Even if fusion can be done, which I doubt since duplicating the center of a star won't be easy, the process must produce electricity which is cheaper than all the other methods of doing it. Other than in stars and in the supernova explosions when they die, the only other place fusion exists is inside incredibly expensive lab machines, and inside H-bombs for a billionth of a second from radiation implosion produced by a fission bomb before everything has chance to blow apart. Good luck replicating such extreme conditions continuously inside some machine. It has proven easier said than done for 60 years, despite billions spent on the effort.
Mining on the moon and returning material back to Earth would cost trillions of dollars. Where is such an enormous amount of money, with payback decades in the future, going to come from? The moon is an extremely hostile environment. It has no atmosphere, fuels, or liquid water. The surface gets hit by radiation, both from the Sun, and from deep space. Should you be on the moon and a solar flare erupt, sending material toward the moon, you are dead without serious shielding. Three Apollo astronauts escaped getting killed by about a week on one of the six Apollo flights. Moon 'dust' is essentially tiny razor sharp glass fragments. It gets everywhere and wears away seals quite fast. Inside any building with an atmosphere, air currents will suspend it, which will let it be inhaled, since the gravity on the moon is only 1/6 of the gravity on Earth. Inside a pressurized building the dust won't instantly drop to the surface, like you see on the Apollo films. The only reason the dust settled instantly on the moon's surface was because there is no atmospheric resistance to stop it going down. Inside any air filled building will be a different story. Inhaling coal or rock dust can cause lung disease after decades. Inhaling sharp particles of glass won't take long to do permanent lung damage. Stopping that from happening won't be cheap. Nor will replacing seals on equipment which it will grind away. You can't wash it off, because there is no water to do that. Cleaning on the moon will be a real bummer. Imagine what a gallon of clean water would cost on the moon.
Nights on the moon are extremely cold. Without heating, a human inside a space suit or pressurized vehicle would soon freeze. Any water lines would rupture unless heated.

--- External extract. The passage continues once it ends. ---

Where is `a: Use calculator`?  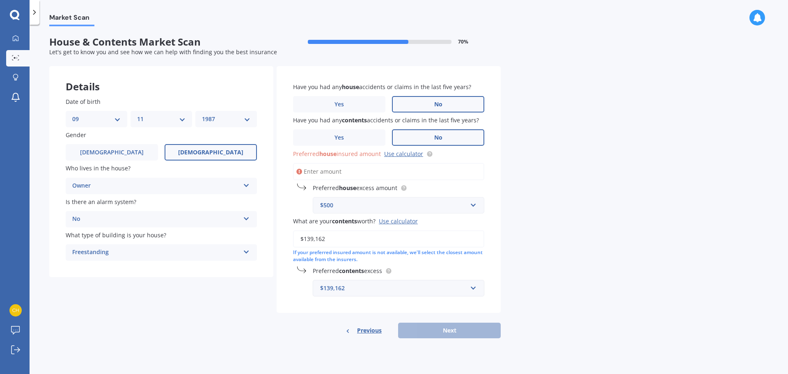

Just imagine the cost of mining in a complete vacuum. Imagine the hassle of repairing any mining equipment. Space suits cost millions, and require a lot of maintenance. Any malfunction on the outside means death. They wear out, just like other machines, only they are far more delicate and complex than most machines.
NASA, and exceptional men with 'the right stuff', made the moon landings look easy during the Apollo program. As the next group who goes there will discover, it wasn't as easy as it appeared.
Only it won't be to mine potential energy sources. It will be to give exponentially-increasing debt a big blast-off into the stratosphere from which it will never return. And, of course, it's "for the good of the people" (and the corporate oligarchs that will 'benefit' from such an endeavour).